Jexy watched the argument unfold, completely done with life.
“Why… why are there *old men* fighting to be flower girls?”
Freya didn’t even blink. “Because the flower attendants walk before the bride and groom. To them, it’s the perfect chance to ‘represent their noble lineage.’”
“…They’re literally just throwing petals.”
“Ah, but in front of the Demon King and ten thousand nobles? That’s history, my lord.”
“History smells like old socks,” he grumbled.
Somewhere above the chaos, the Demon King himself was watching from a balcony, laughing like thunder.
Dalph Bakian’s booming voice echoed across the hall:
“Let them fight! A proper wedding needs a little blood!”

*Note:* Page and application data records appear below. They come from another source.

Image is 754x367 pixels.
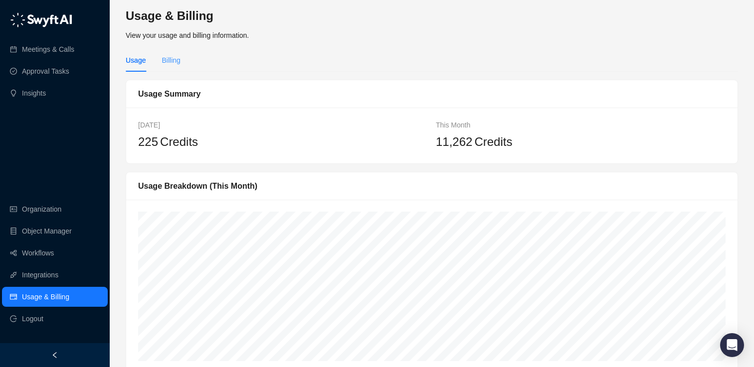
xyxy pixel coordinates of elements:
[138,135,158,149] span: 225
[22,83,46,103] a: Insights
[22,61,69,81] a: Approval Tasks
[10,315,17,322] span: logout
[138,180,725,192] div: Usage Breakdown (This Month)
[22,221,72,241] a: Object Manager
[51,352,58,359] span: left
[22,243,54,263] a: Workflows
[436,135,472,149] span: 11,262
[160,133,198,152] span: Credits
[720,333,744,357] div: Open Intercom Messenger
[22,309,43,329] span: Logout
[138,88,725,100] div: Usage Summary
[22,39,74,59] a: Meetings & Calls
[10,12,72,27] img: logo-05li4sbe.png
[436,120,725,131] div: This Month
[161,55,180,66] div: Billing
[22,287,69,307] a: Usage & Billing
[126,55,146,66] div: Usage
[126,31,249,39] span: View your usage and billing information.
[22,265,58,285] a: Integrations
[474,133,512,152] span: Credits
[126,8,738,24] h3: Usage & Billing
[138,120,428,131] div: [DATE]
[22,199,61,219] a: Organization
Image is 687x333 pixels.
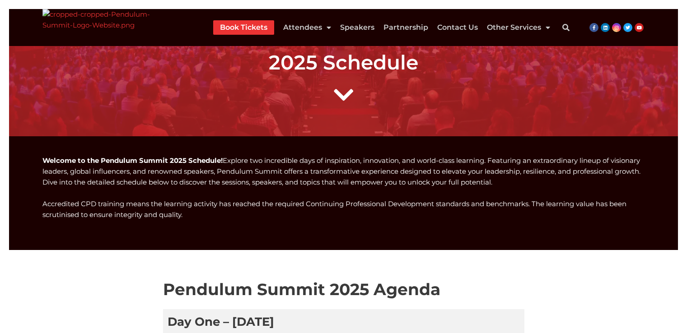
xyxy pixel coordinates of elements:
a: Partnership [383,20,428,35]
p: Accredited CPD training means the learning activity has reached the required Continuing Professio... [42,199,644,220]
h2: Pendulum Summit 2025 Agenda [163,279,524,300]
a: Contact Us [437,20,478,35]
a: Other Services [487,20,550,35]
a: Speakers [340,20,374,35]
p: Explore two incredible days of inspiration, innovation, and world-class learning. Featuring an ex... [42,155,644,188]
a: Attendees [283,20,331,35]
div: Search [557,19,575,37]
a: Book Tickets [220,20,267,35]
strong: Welcome to the Pendulum Summit 2025 Schedule! [42,156,223,165]
nav: Menu [213,20,550,35]
h1: 2025 Schedule [5,51,682,74]
img: cropped-cropped-Pendulum-Summit-Logo-Website.png [42,9,151,46]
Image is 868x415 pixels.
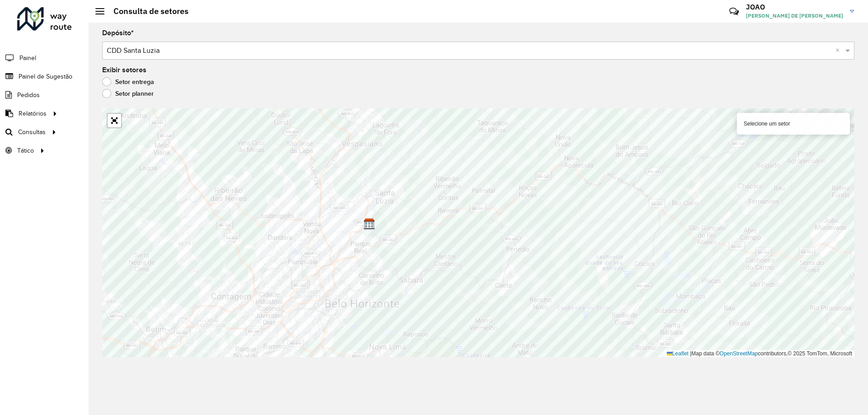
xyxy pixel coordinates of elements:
span: Consultas [18,127,46,137]
div: Selecione um setor [737,113,850,135]
span: Painel de Sugestão [18,72,72,81]
span: Painel [20,53,36,63]
a: Contato Rápido [724,2,743,21]
a: Abrir mapa em tela cheia [108,114,121,127]
h2: Consulta de setores [104,7,188,16]
label: Setor planner [102,89,154,98]
a: OpenStreetMap [719,351,758,356]
label: Exibir setores [102,64,147,76]
h3: JOAO [745,3,843,11]
span: Pedidos [17,91,40,100]
label: Depósito [102,27,134,38]
span: Tático [17,146,34,155]
span: | [690,351,691,356]
label: Setor entrega [102,78,154,86]
a: Leaflet [666,351,688,356]
span: Relatórios [18,109,46,119]
span: [PERSON_NAME] DE [PERSON_NAME] [745,12,843,20]
div: Map data © contributors,© 2025 TomTom, Microsoft [665,350,854,358]
span: Clear all [835,45,843,56]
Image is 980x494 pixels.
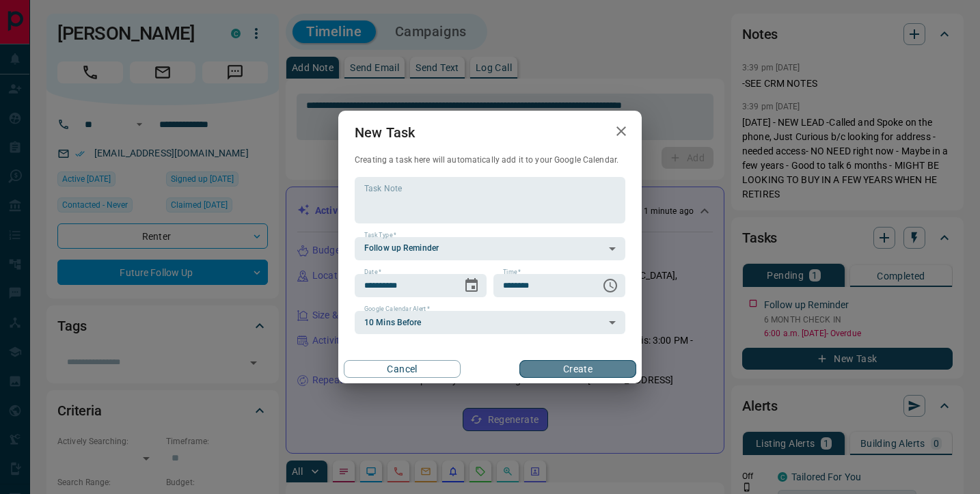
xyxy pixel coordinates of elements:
[364,268,381,277] label: Date
[344,360,461,378] button: Cancel
[338,111,432,154] h2: New Task
[597,272,624,299] button: Choose time, selected time is 6:00 AM
[355,237,626,260] div: Follow up Reminder
[355,154,626,166] p: Creating a task here will automatically add it to your Google Calendar.
[520,360,636,378] button: Create
[355,311,626,334] div: 10 Mins Before
[458,272,485,299] button: Choose date, selected date is Oct 15, 2025
[364,231,396,240] label: Task Type
[364,305,430,314] label: Google Calendar Alert
[503,268,521,277] label: Time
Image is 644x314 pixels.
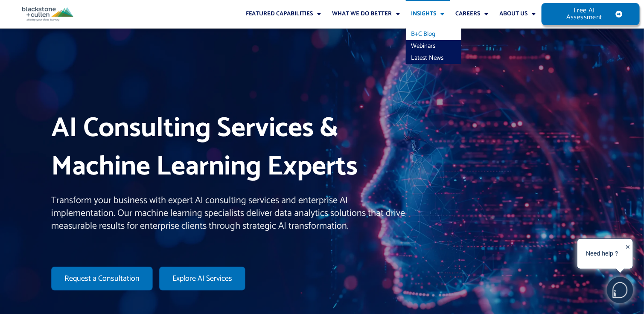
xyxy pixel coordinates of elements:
img: users%2F5SSOSaKfQqXq3cFEnIZRYMEs4ra2%2Fmedia%2Fimages%2F-Bulle%20blanche%20sans%20fond%20%2B%20ma... [607,277,633,303]
a: B+C Blog [406,28,461,40]
h1: AI Consulting Services & Machine Learning Experts [51,110,413,186]
a: Explore AI Services [159,267,246,290]
div: ✕ [626,241,631,267]
span: Explore AI Services [173,274,232,282]
span: Free AI Assessment [559,7,611,21]
a: Webinars [406,40,461,52]
div: Need help ? [579,240,626,267]
span: Request a Consultation [64,274,140,282]
a: Latest News [406,52,461,64]
p: Transform your business with expert AI consulting services and enterprise AI implementation. Our ... [51,194,413,232]
a: Request a Consultation [51,267,153,290]
ul: Insights [406,28,461,64]
a: Free AI Assessment [541,3,640,25]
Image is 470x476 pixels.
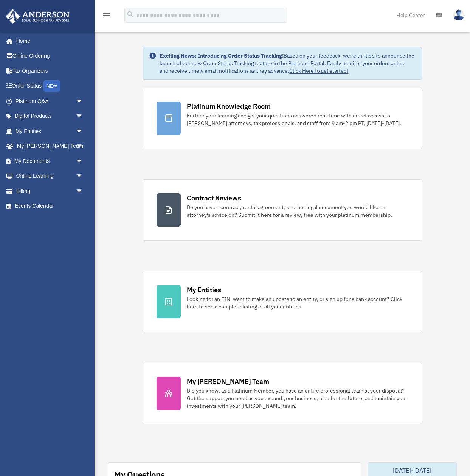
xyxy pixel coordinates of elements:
div: NEW [43,80,60,91]
span: arrow_drop_down [76,123,91,139]
a: My Entities Looking for an EIN, want to make an update to an entity, or sign up for a bank accoun... [143,271,422,332]
span: arrow_drop_down [76,139,91,154]
a: Platinum Q&Aarrow_drop_down [5,94,95,109]
a: My [PERSON_NAME] Team Did you know, as a Platinum Member, you have an entire professional team at... [143,363,422,424]
span: arrow_drop_down [76,169,91,184]
a: Online Ordering [5,48,95,63]
div: Based on your feedback, we're thrilled to announce the launch of our new Order Status Tracking fe... [159,52,416,74]
strong: Exciting News: Introducing Order Status Tracking! [159,52,284,59]
img: Anderson Advisors Platinum Portal [3,9,72,24]
a: Billingarrow_drop_down [5,183,95,199]
a: My Documentsarrow_drop_down [5,153,95,169]
span: arrow_drop_down [76,153,91,169]
a: Click Here to get started! [289,67,348,74]
span: arrow_drop_down [76,109,91,125]
a: Tax Organizers [5,63,95,78]
a: Events Calendar [5,199,95,214]
div: Looking for an EIN, want to make an update to an entity, or sign up for a bank account? Click her... [187,295,408,310]
div: Do you have a contract, rental agreement, or other legal document you would like an attorney's ad... [187,204,408,219]
span: arrow_drop_down [76,94,91,109]
a: Home [5,33,91,48]
div: Platinum Knowledge Room [187,102,271,111]
a: Contract Reviews Do you have a contract, rental agreement, or other legal document you would like... [143,179,422,241]
span: arrow_drop_down [76,183,91,199]
img: User Pic [454,10,465,21]
a: Order StatusNEW [5,78,95,94]
div: Contract Reviews [187,193,241,203]
a: menu [102,13,111,20]
div: My Entities [187,285,221,294]
div: Did you know, as a Platinum Member, you have an entire professional team at your disposal? Get th... [187,387,408,409]
a: Digital Productsarrow_drop_down [5,109,95,124]
i: menu [102,10,111,20]
a: Online Learningarrow_drop_down [5,169,95,184]
div: My [PERSON_NAME] Team [187,376,269,386]
a: Platinum Knowledge Room Further your learning and get your questions answered real-time with dire... [143,87,422,149]
div: Further your learning and get your questions answered real-time with direct access to [PERSON_NAM... [187,111,408,127]
a: My Entitiesarrow_drop_down [5,123,95,139]
a: My [PERSON_NAME] Teamarrow_drop_down [5,139,95,154]
i: search [126,10,135,19]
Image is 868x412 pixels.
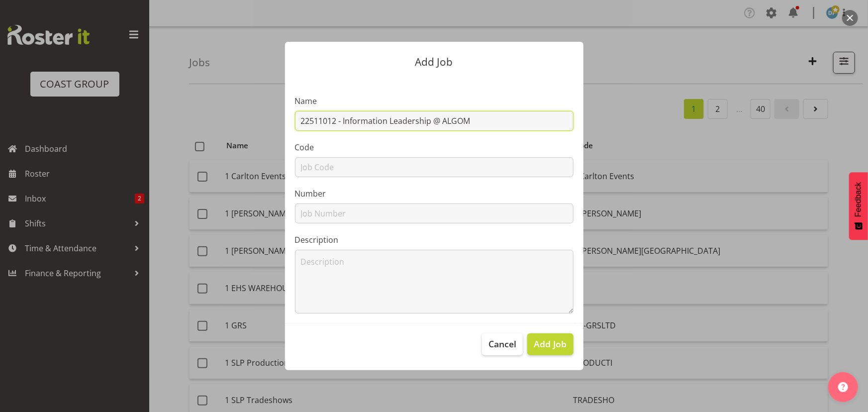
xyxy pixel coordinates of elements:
button: Add Job [527,334,573,355]
span: Feedback [854,182,863,217]
input: Job Name [295,111,574,131]
label: Code [295,142,574,153]
button: Feedback - Show survey [850,172,868,240]
label: Description [295,234,574,245]
span: Cancel [488,338,517,350]
input: Job Number [295,203,574,223]
button: Cancel [482,334,523,355]
img: help-xxl-2.png [838,382,848,392]
label: Name [295,95,574,107]
p: Add Job [295,57,574,67]
input: Job Code [295,157,574,177]
label: Number [295,188,574,199]
span: Add Job [534,338,567,350]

“Grandpa!” Jexy shouted back, exasperated. “Can you at least *pretend* to control this?!”
“Why? The Bakian family has *never* had rules!”
The king lifted his goblet in triumph. “The more they riot, the happier I am! That’s what family means!”
Jexy buried his face in his hands. “We’re all going to die before the vows.”
Lyssara Veinflare, meanwhile, sat quietly in her room on the top floor.
The noise of the celebration reached even there, muffled but constant.
She had spent the day trying on the ceremonial dress—dark crimson silk woven with gold flame patterns—and still couldn’t believe it was hers.
She had never imagined herself in white, nor under the world’s gaze.
No family, no clan. Just her name.
And yet, tomorrow, she would stand beside the most infamous man in the realm.
She sighed softly, touching the edge of her veil.
“...What am I even doing?”
But somewhere deep inside, her heart fluttered—not with fear, but with something dangerously close to anticipation.
While the Demon Realm prepared for a celebration of chaos and laughter,
the other worlds prepared something far darker.
Far beyond the horizon, within the sanctum of the human capital,
a meeting was taking place—quiet, cold, and blasphemous.
Candles burned blue in a circle of marble priests.
At the center stood **Extor N’Valque**, the high god of resurgence, his silver eyes gleaming like mercury.
Around him, human clerics and divine envoys knelt in worship.
Each bore cuts along their wrists; blood flowed into a complex pattern carved across the floor.
> “Tomorrow,” Extor said softly, “the demons will gather.
> Their strongest, their proudest, all in one place.
> A feast for the heavens.”
The oldest priest trembled. “But my lord… it is a *wedding.*”
Extor’s gaze turned cold.
> “All the better. Joy blinds even the wary.
> Their laughter will hide the screams.”
The chamber fell silent.
On a distant balcony, another figure watched the ritual from the shadows—**Archbishop Anderskam**, his hands clasped, voice shaking with reverence and dread.
> “The Twelve Ancient Gods… they will truly return?”
Extor smiled faintly.
> “If we offer enough lives, they will.
> A thousand demons, ten thousand if necessary.
> And where better to reap them… than at the wedding of the Bakian heir?”
He raised his hand, and the circle flared with divine light.
> “Tomorrow, under the guise of peace, we will send an embassy to Emberhold.
> A ‘delegation of goodwill.’
> When the vows are spoken, the sigil will ignite.”
He looked toward the horizon, where black clouds swirled over the Demon Realm.
> “And once the blood flows… the heavens shall open.”
The plan was perfect—twisted, cruel, and unholy.
For all their talk of purity, the gods had become what they once despised.
And the humans, desperate for salvation, had gladly offered themselves as executioners.
The Demon Realm, for all its chaos, was the only one still laughing.
After the fall of Ember City, humanity and the gods stand triumphant.
The demon race retreats to the last domain of Bakian, cornered and broken.
But even in ruin, Jexy Bakian laughs — for within him stirs the power of the Void King.